Wednesday, September 2, 2020

Summer Humidity

Last week reader Carl asked about humidity this summer in Fairbanks and suggested correctly that dry days were unusually absent.  This is an interesting point, so I created a chart to illustrate my earlier brief response: that the summer's lowest daily-mean humidity was higher than in any other summer in recent decades.  This is true both for relative humidity and dewpoint; there were only 3 days with (midnight-to-midnight) average relative humidity below 50%, and only 3 days with average dewpoint below 40°F.


 

Here's a more focused visualization of how this summer's relative humidity differed from the typical distribution of the past 20 years (click to enlarge).

 

As Carl noted, the lack of very dry days was notable, and correspondingly the number of days with 70-80% relative humidity was higher than normal.  Of course there is nearly always a marked increase in relative humidity as summer advances in Fairbanks, so the driest days are nearly all confined to June and early July, but nevertheless the chart gives a broad sense of the unusual shortfall in dry days this year.

A rather obvious point to make is that low humidity strongly favors growth of wildfires, and so the absence of dry conditions this year is presumably one of the main reasons for the very low fire acreage.  Here's a superb fire acreage chart that Rick Thoman posted the other day.


Finally, while relative humidity was clearly well above normal this summer, dewpoint and atmospheric column-total moisture (precipitable water) were not as high as in some recent years.  Here's an update on a chart I showed back in 2017, when July humidity was extraordinarily high.  The upward linear trends since 1980 are statistically significant (p=0.05) for dewpoint in all three summer months, but interestingly not for precipitable water.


AIM OF THE TASK => Keep the pictures out of the copy and repeat the records exactly.

#### DATA PROVIDED

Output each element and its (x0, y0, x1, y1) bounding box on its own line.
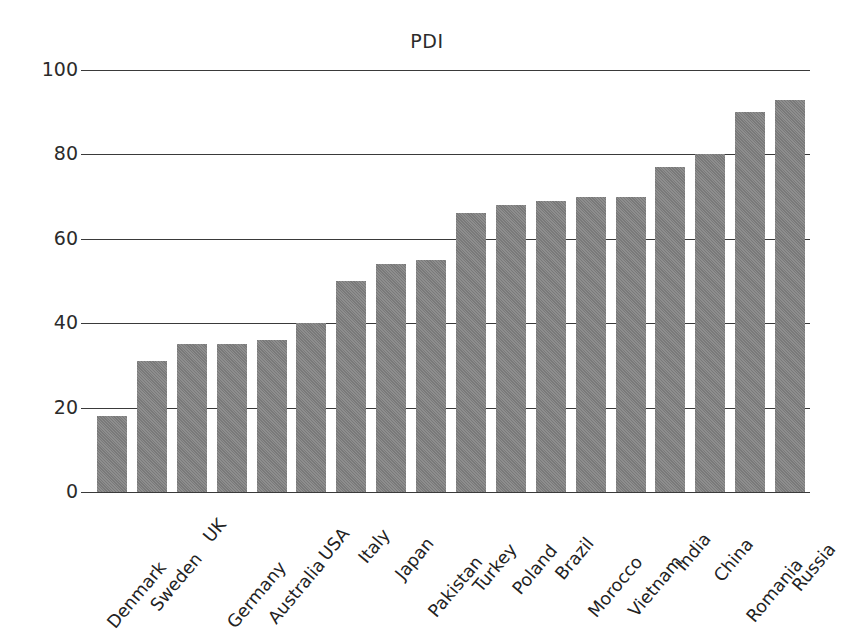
bar (97, 416, 127, 492)
y-axis-tick-mark-100 (81, 70, 92, 71)
y-axis-tick-label-20: 20 (18, 396, 78, 418)
gridline-0 (92, 492, 810, 493)
y-axis-tick-label-0: 0 (18, 480, 78, 502)
x-axis-tick-label: USA (315, 524, 354, 565)
y-axis-tick-mark-20 (81, 408, 92, 409)
y-axis-tick-mark-40 (81, 323, 92, 324)
bar (536, 201, 566, 492)
bar (257, 340, 287, 492)
y-axis-tick-label-80: 80 (18, 142, 78, 164)
bar (576, 197, 606, 492)
x-axis-tick-label: Japan (391, 533, 438, 583)
y-axis-tick-label-40: 40 (18, 311, 78, 333)
x-axis-labels: DenmarkSwedenUKGermanyAustraliaUSAItalyJ… (92, 496, 832, 624)
bar (735, 112, 765, 492)
bar (775, 100, 805, 492)
bars-layer (92, 70, 810, 492)
y-axis-tick-label-60: 60 (18, 227, 78, 249)
bar (695, 154, 725, 492)
x-axis-tick-label: Italy (354, 525, 394, 567)
bar (616, 197, 646, 492)
bar (336, 281, 366, 492)
y-axis-tick-mark-0 (81, 492, 92, 493)
y-axis-tick-mark-60 (81, 239, 92, 240)
bar (496, 205, 526, 492)
bar (416, 260, 446, 492)
y-axis-tick-mark-80 (81, 154, 92, 155)
bar (177, 344, 207, 492)
x-axis-tick-label: UK (199, 515, 230, 546)
bar (376, 264, 406, 492)
x-axis-tick-label: Brazil (551, 533, 598, 583)
bar (655, 167, 685, 492)
bar (296, 323, 326, 492)
plot-area: 020406080100 (92, 70, 810, 492)
bar (456, 213, 486, 492)
y-axis-tick-label-100: 100 (18, 58, 78, 80)
bar (217, 344, 247, 492)
x-axis-tick-label: China (710, 534, 757, 585)
chart-title: PDI (0, 30, 854, 52)
bar (137, 361, 167, 492)
x-axis-tick-label: India (672, 529, 715, 575)
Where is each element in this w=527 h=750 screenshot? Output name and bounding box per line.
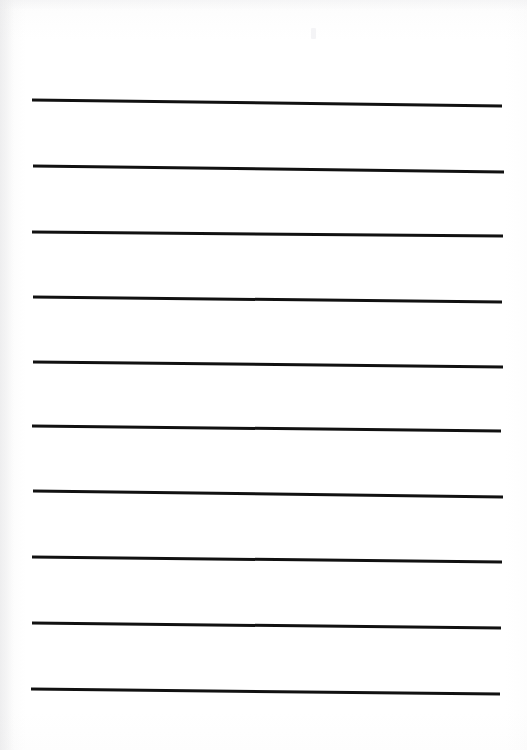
ruled-line	[31, 689, 500, 694]
ruled-line	[32, 426, 501, 431]
ruled-line	[32, 557, 502, 562]
ruled-lines-svg	[0, 0, 527, 750]
ruled-line	[32, 623, 501, 628]
ruled-line	[33, 297, 502, 302]
ruled-line	[33, 166, 504, 172]
ruled-line	[33, 362, 503, 367]
ruled-line	[32, 100, 502, 106]
ruled-line	[32, 232, 503, 236]
document-page	[0, 0, 527, 750]
ruled-lines-layer	[0, 0, 527, 750]
ruled-line	[33, 491, 503, 497]
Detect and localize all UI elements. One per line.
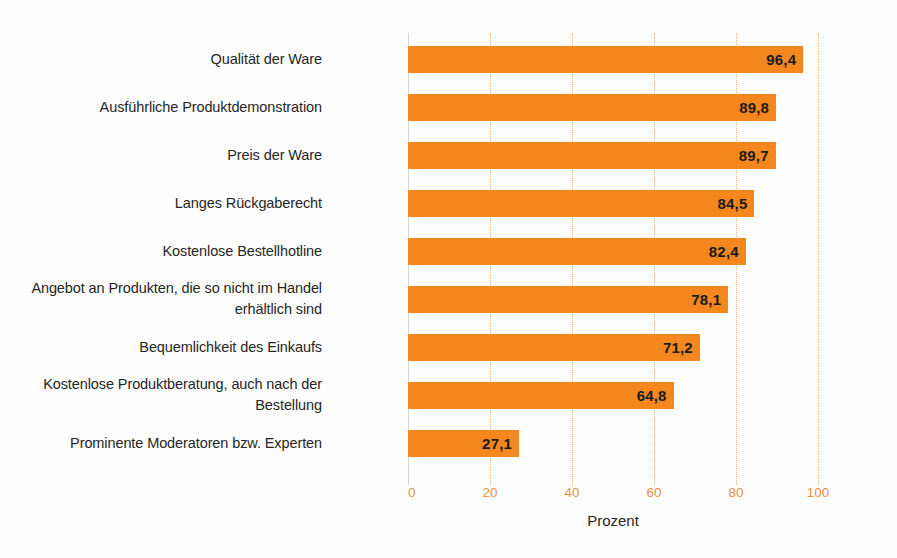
bar-value-label: 89,7 — [739, 147, 776, 164]
bar-chart: Qualität der Ware96,4Ausführliche Produk… — [0, 0, 897, 558]
bar: 27,1 — [408, 430, 519, 457]
chart-row: Angebot an Produkten, die so nicht im Ha… — [0, 275, 897, 323]
bar-value-label: 96,4 — [766, 51, 803, 68]
x-tick-label-80: 80 — [728, 485, 743, 500]
x-axis-ticks: 020406080100 — [408, 485, 818, 509]
bar: 96,4 — [408, 46, 803, 73]
x-tick-label-100: 100 — [807, 485, 830, 500]
bar-value-label: 27,1 — [482, 435, 519, 452]
bar-value-label: 64,8 — [637, 387, 674, 404]
bar-container: 27,1 — [408, 430, 519, 457]
chart-row: Prominente Moderatoren bzw. Experten27,1 — [0, 419, 897, 467]
bar-value-label: 82,4 — [709, 243, 746, 260]
chart-row: Ausführliche Produktdemonstration89,8 — [0, 83, 897, 131]
x-tick-label-0: 0 — [408, 485, 416, 500]
category-label: Ausführliche Produktdemonstration — [0, 97, 322, 118]
bar: 64,8 — [408, 382, 674, 409]
bar-container: 84,5 — [408, 190, 754, 217]
bar-container: 64,8 — [408, 382, 674, 409]
category-label: Bequemlichkeit des Einkaufs — [0, 337, 322, 358]
category-label: Preis der Ware — [0, 145, 322, 166]
category-label: Qualität der Ware — [0, 49, 322, 70]
bar: 84,5 — [408, 190, 754, 217]
bar: 78,1 — [408, 286, 728, 313]
x-tick-label-60: 60 — [646, 485, 661, 500]
bar-value-label: 84,5 — [717, 195, 754, 212]
bar-rows: Qualität der Ware96,4Ausführliche Produk… — [0, 33, 897, 485]
bar-container: 78,1 — [408, 286, 728, 313]
bar-container: 89,8 — [408, 94, 776, 121]
chart-row: Preis der Ware89,7 — [0, 131, 897, 179]
category-label: Kostenlose Bestellhotline — [0, 241, 322, 262]
bar: 71,2 — [408, 334, 700, 361]
bar-container: 89,7 — [408, 142, 776, 169]
x-axis-title: Prozent — [408, 512, 818, 529]
category-label: Kostenlose Produktberatung, auch nach de… — [0, 374, 322, 416]
chart-row: Bequemlichkeit des Einkaufs71,2 — [0, 323, 897, 371]
category-label: Langes Rückgaberecht — [0, 193, 322, 214]
chart-row: Qualität der Ware96,4 — [0, 35, 897, 83]
category-label: Angebot an Produkten, die so nicht im Ha… — [0, 278, 322, 320]
category-label: Prominente Moderatoren bzw. Experten — [0, 433, 322, 454]
bar: 89,8 — [408, 94, 776, 121]
x-tick-label-20: 20 — [482, 485, 497, 500]
bar-value-label: 78,1 — [691, 291, 728, 308]
bar: 89,7 — [408, 142, 776, 169]
bar-value-label: 89,8 — [739, 99, 776, 116]
bar-container: 96,4 — [408, 46, 803, 73]
chart-row: Kostenlose Bestellhotline82,4 — [0, 227, 897, 275]
x-tick-label-40: 40 — [564, 485, 579, 500]
chart-row: Langes Rückgaberecht84,5 — [0, 179, 897, 227]
bar-container: 82,4 — [408, 238, 746, 265]
bar-value-label: 71,2 — [663, 339, 700, 356]
bar: 82,4 — [408, 238, 746, 265]
bar-container: 71,2 — [408, 334, 700, 361]
chart-row: Kostenlose Produktberatung, auch nach de… — [0, 371, 897, 419]
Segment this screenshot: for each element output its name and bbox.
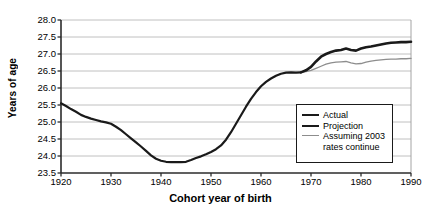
x-tick-label: 1940 [141,177,181,187]
legend-item-projection: Projection [302,121,392,132]
y-tick-label: 27.5 [22,32,56,42]
y-tick-label: 24.0 [22,151,56,161]
series-line [61,72,301,162]
legend-item-assuming: Assuming 2003 rates continue [302,131,392,152]
x-tick-label: 1980 [341,177,381,187]
line-swatch-assuming [302,131,319,141]
x-tick-label: 1970 [291,177,331,187]
x-tick-label: 1930 [91,177,131,187]
y-tick-label: 25.5 [22,100,56,110]
legend-label-assuming: Assuming 2003 rates continue [323,131,385,152]
line-swatch-projection [302,121,319,131]
legend-label-projection: Projection [323,121,363,132]
y-tick-label: 27.0 [22,49,56,59]
x-tick-label: 1920 [41,177,81,187]
x-tick-label: 1960 [241,177,281,187]
y-tick-label: 28.0 [22,15,56,25]
y-tick-label: 24.5 [22,134,56,144]
y-tick-label: 25.0 [22,117,56,127]
legend-item-actual: Actual [302,110,392,121]
legend-label-actual: Actual [323,110,348,121]
chart-figure: Years of age Cohort year of birth Actual… [0,0,441,216]
y-tick-label: 26.5 [22,66,56,76]
x-tick-label: 1950 [191,177,231,187]
chart-legend: Actual Projection Assuming 2003 rates co… [296,104,393,163]
x-tick-label: 1990 [391,177,431,187]
line-swatch-actual [302,110,319,120]
y-tick-label: 26.0 [22,83,56,93]
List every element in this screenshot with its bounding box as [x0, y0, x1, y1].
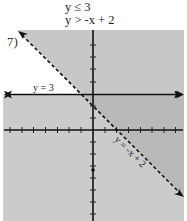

########

PROBLEM SOLUTION =>
Output each element and its (x0, y0, x1, y1) bounding box on its own line.
bar (97, 416, 127, 492)
y-axis-tick-mark-100 (81, 70, 92, 71)
y-axis-tick-label-20: 20 (18, 396, 78, 418)
gridline-0 (92, 492, 810, 493)
y-axis-tick-label-0: 0 (18, 480, 78, 502)
x-axis-tick-label: USA (315, 524, 354, 565)
y-axis-tick-mark-20 (81, 408, 92, 409)
y-axis-tick-mark-40 (81, 323, 92, 324)
bar (536, 201, 566, 492)
bar (257, 340, 287, 492)
y-axis-tick-label-80: 80 (18, 142, 78, 164)
bar (576, 197, 606, 492)
x-axis-tick-label: Japan (391, 533, 438, 583)
y-axis-tick-label-40: 40 (18, 311, 78, 333)
x-axis-labels: DenmarkSwedenUKGermanyAustraliaUSAItalyJ… (92, 496, 832, 624)
bar (735, 112, 765, 492)
bar (775, 100, 805, 492)
bars-layer (92, 70, 810, 492)
y-axis-tick-label-60: 60 (18, 227, 78, 249)
bar (695, 154, 725, 492)
x-axis-tick-label: Italy (354, 525, 394, 567)
bar (616, 197, 646, 492)
bar (336, 281, 366, 492)
y-axis-tick-mark-0 (81, 492, 92, 493)
y-axis-tick-mark-60 (81, 239, 92, 240)
bar (496, 205, 526, 492)
bar (416, 260, 446, 492)
y-axis-tick-mark-80 (81, 154, 92, 155)
bar (177, 344, 207, 492)
x-axis-tick-label: UK (199, 515, 230, 546)
bar (376, 264, 406, 492)
x-axis-tick-label: Brazil (551, 533, 598, 583)
bar (655, 167, 685, 492)
bar (296, 323, 326, 492)
plot-area: 020406080100 (92, 70, 810, 492)
bar (456, 213, 486, 492)
y-axis-tick-label-100: 100 (18, 58, 78, 80)
bar (217, 344, 247, 492)
x-axis-tick-label: China (710, 534, 757, 585)
chart-title: PDI (0, 30, 854, 52)
bar (137, 361, 167, 492)
x-axis-tick-label: India (672, 529, 715, 575)
Where is each element in this w=527 h=750 screenshot? Output name and bounding box per line.
ruled-line	[31, 689, 500, 694]
ruled-line	[32, 426, 501, 431]
ruled-line	[32, 557, 502, 562]
ruled-lines-svg	[0, 0, 527, 750]
ruled-line	[32, 623, 501, 628]
ruled-line	[33, 297, 502, 302]
ruled-line	[33, 166, 504, 172]
ruled-line	[33, 362, 503, 367]
ruled-line	[32, 100, 502, 106]
ruled-line	[32, 232, 503, 236]
document-page	[0, 0, 527, 750]
ruled-lines-layer	[0, 0, 527, 750]
ruled-line	[33, 491, 503, 497]
Detect and localize all UI elements. One per line.
bar-value-label: 89,7 — [739, 147, 776, 164]
bar-chart: Qualität der Ware96,4Ausführliche Produk… — [0, 0, 897, 558]
bar: 27,1 — [408, 430, 519, 457]
chart-row: Angebot an Produkten, die so nicht im Ha… — [0, 275, 897, 323]
bar-value-label: 96,4 — [766, 51, 803, 68]
x-tick-label-80: 80 — [728, 485, 743, 500]
x-axis-ticks: 020406080100 — [408, 485, 818, 509]
bar: 96,4 — [408, 46, 803, 73]
x-tick-label-100: 100 — [807, 485, 830, 500]
bar-value-label: 27,1 — [482, 435, 519, 452]
bar-value-label: 64,8 — [637, 387, 674, 404]
bar-container: 27,1 — [408, 430, 519, 457]
chart-row: Prominente Moderatoren bzw. Experten27,1 — [0, 419, 897, 467]
bar-value-label: 82,4 — [709, 243, 746, 260]
chart-row: Ausführliche Produktdemonstration89,8 — [0, 83, 897, 131]
x-tick-label-0: 0 — [408, 485, 416, 500]
category-label: Ausführliche Produktdemonstration — [0, 97, 322, 118]
bar: 64,8 — [408, 382, 674, 409]
bar-container: 84,5 — [408, 190, 754, 217]
bar-container: 64,8 — [408, 382, 674, 409]
category-label: Bequemlichkeit des Einkaufs — [0, 337, 322, 358]
category-label: Preis der Ware — [0, 145, 322, 166]
category-label: Qualität der Ware — [0, 49, 322, 70]
bar: 84,5 — [408, 190, 754, 217]
bar: 78,1 — [408, 286, 728, 313]
x-tick-label-60: 60 — [646, 485, 661, 500]
bar-value-label: 84,5 — [717, 195, 754, 212]
bar-rows: Qualität der Ware96,4Ausführliche Produk… — [0, 33, 897, 485]
bar-container: 78,1 — [408, 286, 728, 313]
bar-container: 89,8 — [408, 94, 776, 121]
chart-row: Preis der Ware89,7 — [0, 131, 897, 179]
category-label: Kostenlose Bestellhotline — [0, 241, 322, 262]
bar: 71,2 — [408, 334, 700, 361]
bar-container: 89,7 — [408, 142, 776, 169]
x-axis-title: Prozent — [408, 512, 818, 529]
category-label: Kostenlose Produktberatung, auch nach de… — [0, 374, 322, 416]
chart-row: Bequemlichkeit des Einkaufs71,2 — [0, 323, 897, 371]
category-label: Langes Rückgaberecht — [0, 193, 322, 214]
chart-row: Qualität der Ware96,4 — [0, 35, 897, 83]
category-label: Angebot an Produkten, die so nicht im Ha… — [0, 278, 322, 320]
category-label: Prominente Moderatoren bzw. Experten — [0, 433, 322, 454]
bar: 89,8 — [408, 94, 776, 121]
x-tick-label-20: 20 — [482, 485, 497, 500]
bar-value-label: 78,1 — [691, 291, 728, 308]
bar: 89,7 — [408, 142, 776, 169]
bar-value-label: 89,8 — [739, 99, 776, 116]
bar-container: 96,4 — [408, 46, 803, 73]
chart-row: Kostenlose Bestellhotline82,4 — [0, 227, 897, 275]
x-tick-label-40: 40 — [564, 485, 579, 500]
chart-row: Langes Rückgaberecht84,5 — [0, 179, 897, 227]
bar-container: 82,4 — [408, 238, 746, 265]
bar-value-label: 71,2 — [663, 339, 700, 356]
bar: 82,4 — [408, 238, 746, 265]
bar-container: 71,2 — [408, 334, 700, 361]
chart-row: Kostenlose Produktberatung, auch nach de… — [0, 371, 897, 419]
Segment this screenshot: for each element output its name and bbox.
x-tick-label: 1940 [141,177,181,187]
legend-item-projection: Projection [302,121,392,132]
y-tick-label: 27.5 [22,32,56,42]
y-tick-label: 24.0 [22,151,56,161]
series-line [61,72,301,162]
legend-item-assuming: Assuming 2003 rates continue [302,131,392,152]
x-tick-label: 1980 [341,177,381,187]
line-swatch-assuming [302,131,319,141]
x-tick-label: 1970 [291,177,331,187]
x-tick-label: 1930 [91,177,131,187]
y-tick-label: 25.5 [22,100,56,110]
legend-label-assuming: Assuming 2003 rates continue [323,131,385,152]
line-swatch-projection [302,121,319,131]
legend-label-projection: Projection [323,121,363,132]
y-tick-label: 27.0 [22,49,56,59]
x-tick-label: 1920 [41,177,81,187]
x-tick-label: 1960 [241,177,281,187]
y-tick-label: 28.0 [22,15,56,25]
y-tick-label: 24.5 [22,134,56,144]
y-tick-label: 25.0 [22,117,56,127]
legend-item-actual: Actual [302,110,392,121]
legend-label-actual: Actual [323,110,348,121]
chart-figure: Years of age Cohort year of birth Actual… [0,0,441,216]
y-tick-label: 26.5 [22,66,56,76]
x-tick-label: 1950 [191,177,231,187]
chart-legend: Actual Projection Assuming 2003 rates co… [296,104,393,163]
x-tick-label: 1990 [391,177,431,187]
line-swatch-actual [302,110,319,120]
y-tick-label: 26.0 [22,83,56,93]
List every element in this screenshot with its bounding box as [x0, y0, x1, y1].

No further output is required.